Marijuana and its status as a performance-enhancing drug (PED) has long been a contentious issue in sport generally, but particularly in combat sports.
With the recent news of several prominent mixed martial artists testing positive for marijuana metabolites and the obscenely punitive $900,000 fine and nine-month suspension for Julio Cesar Chavez Jr., the issue appears to be coming to a head.
Generally speaking, I adopt the libertarian perspective when it comes to marijuana use (and drug use in general): Do as you please so long as you are not harming anyone else.
Of course, the very nature of mixed martial arts tends to complicate that stance, forcing one to ask: Does marijuana enhances one’s ability to inflict physical harm inside the cage? The answer to that question really depends on whom you ask.
Keith Kizer, the NSAC executive director, has argued in the past that marijuana is likely more harmful to the person taking the drug than it is to an opponent:
“[Marijuana] is banned because of the damage it does to the person taking it. It could make you lethargic, slow your reflexes, and those are dangerous things in a combat sport.”
But, as Joe Rogan pointed out on a recent episode of the JRE, there is a distinction to be made between two separate species of Cannabis plant: Cannabis indica and Cannabis sativa.
The former is associated with the popular image we have in our heads of slackers slumped on the couch, spliff-in-hand, gigglingly watching Ren & Stimpy. In other words, it’s as likely to enhance your in-cage performance as downing a bottle of Ambien.
Sativa, on the other hand, offers a very different kind of high. It makes the consumer more energetic, enhances audio and visual senses and may provide pain relief—indica also has analgesic properties, it should be noted.
It’s easy to see why this might be considered performance-enhancing, even if the line between legal and illegal performance enhancement has become increasingly blurred in recent times. Still, it’s an issue very much open to debate.
However, perhaps the bigger issue is not whether marijuana is a PED, but outdated drug testing policy.
State athletic commissions generally rely on urinalysis for drug testing, which can only detect the presence of non-active marijuana metabolites. In order to properly identify the active compound (Tetrahydrocannabinol or THC), a blood test is required—and only for a few hours after consumption.
What this essentially means is that athletic commissions have the capacity to determine whether an individual has taken marijuana, but not when it was actually taken.
This would not be an issue but for the fact that marijuana, unlike most banned substances, is not prohibited out-of-competition.
Therefore, if Nick Diaz, Matthew Riddle and Alex Caceres want to light up a joint a few weeks prior to a fight, common sense would suggest that they are well within their rights to do so—assuming it is otherwise legal.
But, as has become apparent, state athletic commissions frequently abandon common sense when enforcing their drug policy.
Fortunately, there is some cause for optimism.
As reported by B/R’s own Damon Martin, the UFC’s Vice President of Regulatory Affairs, Marc Ratner, met with the Nevada State Athletic Commission (NSAC) on Thursday to request that the commission re-evaluate their handling of fighters who test positive for marijuana, arguing that their current policy is outdated:
“Society is changing, it’s a different world now than when I was on the commission. States are legalizing marijuana and it’s becoming more and more of a problem with fighters testing positive and the metabolites…Right now I just cannot believe that a performance enhancing drug and marijuana can be treated the same. It just doesn’t make sense to the world anymore and it’s something that has to be brought up.”
While more lenient sentences for individuals who get popped for marijuana use is not the ultimate goal, it’s a solid first step on the road to improved testing, therapeutic exemptions and, perhaps, eventual legalisation.
Marc Ratner is right when he says that society is changing, but it would be equally correct to say that society has already changed significantly in recent years.
With athletes routinely being suspended for imaginary infractions, archaic drug testing policies are no longer a mere inconvenience. It’s time for state athletic commissions to evolve and adapt to the current social and moral zeitgeist.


Every entry below should be printed exactly, without its images.
*** Opening of Records for this exercise ***
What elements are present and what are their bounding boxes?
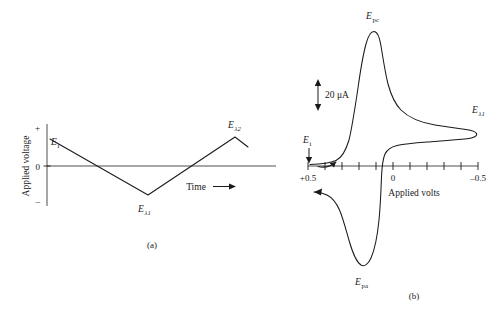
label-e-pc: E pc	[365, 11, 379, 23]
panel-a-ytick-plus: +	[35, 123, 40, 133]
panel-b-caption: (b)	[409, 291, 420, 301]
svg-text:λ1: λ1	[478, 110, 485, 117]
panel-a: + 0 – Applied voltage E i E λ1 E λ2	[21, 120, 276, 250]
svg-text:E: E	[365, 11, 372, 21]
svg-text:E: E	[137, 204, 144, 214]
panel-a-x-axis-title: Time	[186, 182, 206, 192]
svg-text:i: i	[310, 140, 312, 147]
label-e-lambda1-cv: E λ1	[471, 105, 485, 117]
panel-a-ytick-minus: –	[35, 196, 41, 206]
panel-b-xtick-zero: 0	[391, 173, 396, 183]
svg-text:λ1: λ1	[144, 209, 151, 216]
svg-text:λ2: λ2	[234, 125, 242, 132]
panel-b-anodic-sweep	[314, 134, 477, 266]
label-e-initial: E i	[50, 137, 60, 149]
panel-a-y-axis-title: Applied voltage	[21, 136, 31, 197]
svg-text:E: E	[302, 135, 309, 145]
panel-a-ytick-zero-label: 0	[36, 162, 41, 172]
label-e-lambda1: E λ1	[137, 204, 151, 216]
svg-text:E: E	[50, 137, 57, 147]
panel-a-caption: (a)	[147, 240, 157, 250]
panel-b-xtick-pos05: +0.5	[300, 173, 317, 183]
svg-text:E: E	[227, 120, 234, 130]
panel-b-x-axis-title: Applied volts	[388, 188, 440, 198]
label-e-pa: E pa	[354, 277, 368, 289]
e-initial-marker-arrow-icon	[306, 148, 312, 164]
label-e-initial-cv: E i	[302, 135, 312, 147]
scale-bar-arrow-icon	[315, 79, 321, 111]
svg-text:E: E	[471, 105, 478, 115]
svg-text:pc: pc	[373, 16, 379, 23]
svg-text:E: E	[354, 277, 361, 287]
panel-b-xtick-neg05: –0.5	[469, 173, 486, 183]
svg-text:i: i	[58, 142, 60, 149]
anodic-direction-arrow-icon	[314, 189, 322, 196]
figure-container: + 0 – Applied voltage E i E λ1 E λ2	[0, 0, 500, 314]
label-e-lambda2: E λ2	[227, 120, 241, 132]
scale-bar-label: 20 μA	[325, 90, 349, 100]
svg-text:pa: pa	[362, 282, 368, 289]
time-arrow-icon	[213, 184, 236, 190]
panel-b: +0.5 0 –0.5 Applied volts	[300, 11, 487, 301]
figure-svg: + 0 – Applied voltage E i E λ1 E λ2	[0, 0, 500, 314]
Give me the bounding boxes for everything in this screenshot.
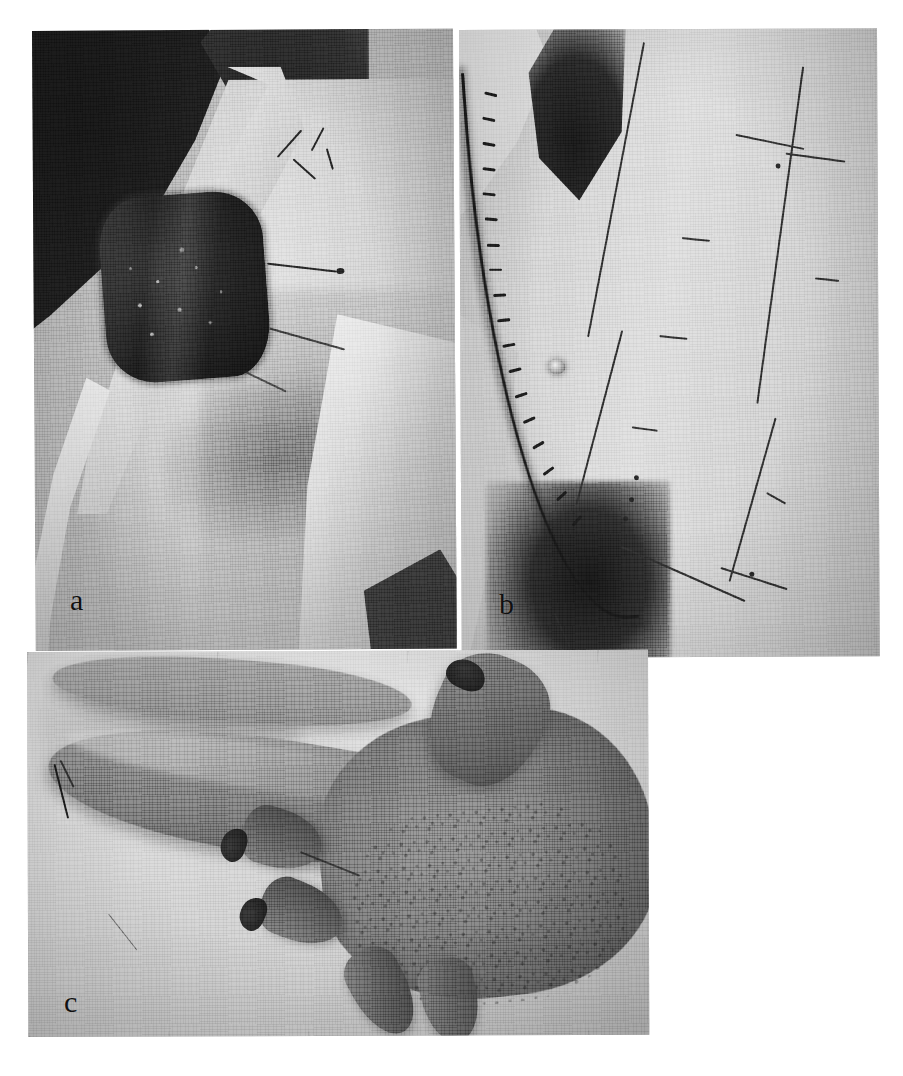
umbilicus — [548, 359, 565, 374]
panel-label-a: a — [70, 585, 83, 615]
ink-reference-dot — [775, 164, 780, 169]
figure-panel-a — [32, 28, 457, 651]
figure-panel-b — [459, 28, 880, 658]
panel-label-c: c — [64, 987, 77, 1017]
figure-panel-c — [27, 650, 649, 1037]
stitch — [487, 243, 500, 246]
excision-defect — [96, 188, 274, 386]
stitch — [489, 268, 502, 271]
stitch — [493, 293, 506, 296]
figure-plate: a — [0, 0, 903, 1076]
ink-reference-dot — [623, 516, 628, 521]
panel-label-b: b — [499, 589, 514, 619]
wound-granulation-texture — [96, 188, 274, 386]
*** Close of Records for this exercise ***
(Response to this exercise):
What elements are present and what are their bounding boxes?
label-e-pc: E pc	[365, 11, 379, 23]
panel-a-ytick-plus: +	[35, 123, 40, 133]
panel-b-caption: (b)	[409, 291, 420, 301]
svg-text:λ1: λ1	[478, 110, 485, 117]
panel-a: + 0 – Applied voltage E i E λ1 E λ2	[21, 120, 276, 250]
svg-text:E: E	[365, 11, 372, 21]
svg-text:E: E	[137, 204, 144, 214]
panel-a-x-axis-title: Time	[186, 182, 206, 192]
svg-text:i: i	[310, 140, 312, 147]
label-e-lambda1-cv: E λ1	[471, 105, 485, 117]
panel-a-ytick-minus: –	[35, 196, 41, 206]
panel-b-xtick-zero: 0	[391, 173, 396, 183]
svg-text:λ1: λ1	[144, 209, 151, 216]
svg-text:λ2: λ2	[234, 125, 242, 132]
panel-b-anodic-sweep	[314, 134, 477, 266]
label-e-initial: E i	[50, 137, 60, 149]
panel-a-y-axis-title: Applied voltage	[21, 136, 31, 197]
svg-text:E: E	[302, 135, 309, 145]
panel-a-ytick-zero-label: 0	[36, 162, 41, 172]
label-e-lambda1: E λ1	[137, 204, 151, 216]
svg-text:E: E	[50, 137, 57, 147]
panel-a-caption: (a)	[147, 240, 157, 250]
panel-b-xtick-pos05: +0.5	[300, 173, 317, 183]
svg-text:E: E	[227, 120, 234, 130]
panel-b-x-axis-title: Applied volts	[388, 188, 440, 198]
label-e-pa: E pa	[354, 277, 368, 289]
e-initial-marker-arrow-icon	[306, 148, 312, 164]
label-e-initial-cv: E i	[302, 135, 312, 147]
scale-bar-arrow-icon	[315, 79, 321, 111]
svg-text:E: E	[471, 105, 478, 115]
svg-text:pc: pc	[373, 16, 379, 23]
svg-text:E: E	[354, 277, 361, 287]
panel-b-xtick-neg05: –0.5	[469, 173, 486, 183]
svg-text:i: i	[58, 142, 60, 149]
anodic-direction-arrow-icon	[314, 189, 322, 196]
figure-container: + 0 – Applied voltage E i E λ1 E λ2	[0, 0, 500, 314]
label-e-lambda2: E λ2	[227, 120, 241, 132]
scale-bar-label: 20 μA	[325, 90, 349, 100]
svg-text:pa: pa	[362, 282, 368, 289]
time-arrow-icon	[213, 184, 236, 190]
panel-b: +0.5 0 –0.5 Applied volts	[300, 11, 487, 301]
figure-svg: + 0 – Applied voltage E i E λ1 E λ2	[0, 0, 500, 314]
Give me the bounding boxes for everything in this screenshot.
umbilicus — [548, 359, 565, 374]
panel-label-a: a — [70, 585, 83, 615]
ink-reference-dot — [775, 164, 780, 169]
figure-panel-a — [32, 28, 457, 651]
figure-panel-b — [459, 28, 880, 658]
panel-label-c: c — [64, 987, 77, 1017]
figure-panel-c — [27, 650, 649, 1037]
stitch — [487, 243, 500, 246]
excision-defect — [96, 188, 274, 386]
stitch — [489, 268, 502, 271]
stitch — [493, 293, 506, 296]
figure-plate: a — [0, 0, 903, 1076]
ink-reference-dot — [623, 516, 628, 521]
panel-label-b: b — [499, 589, 514, 619]
wound-granulation-texture — [96, 188, 274, 386]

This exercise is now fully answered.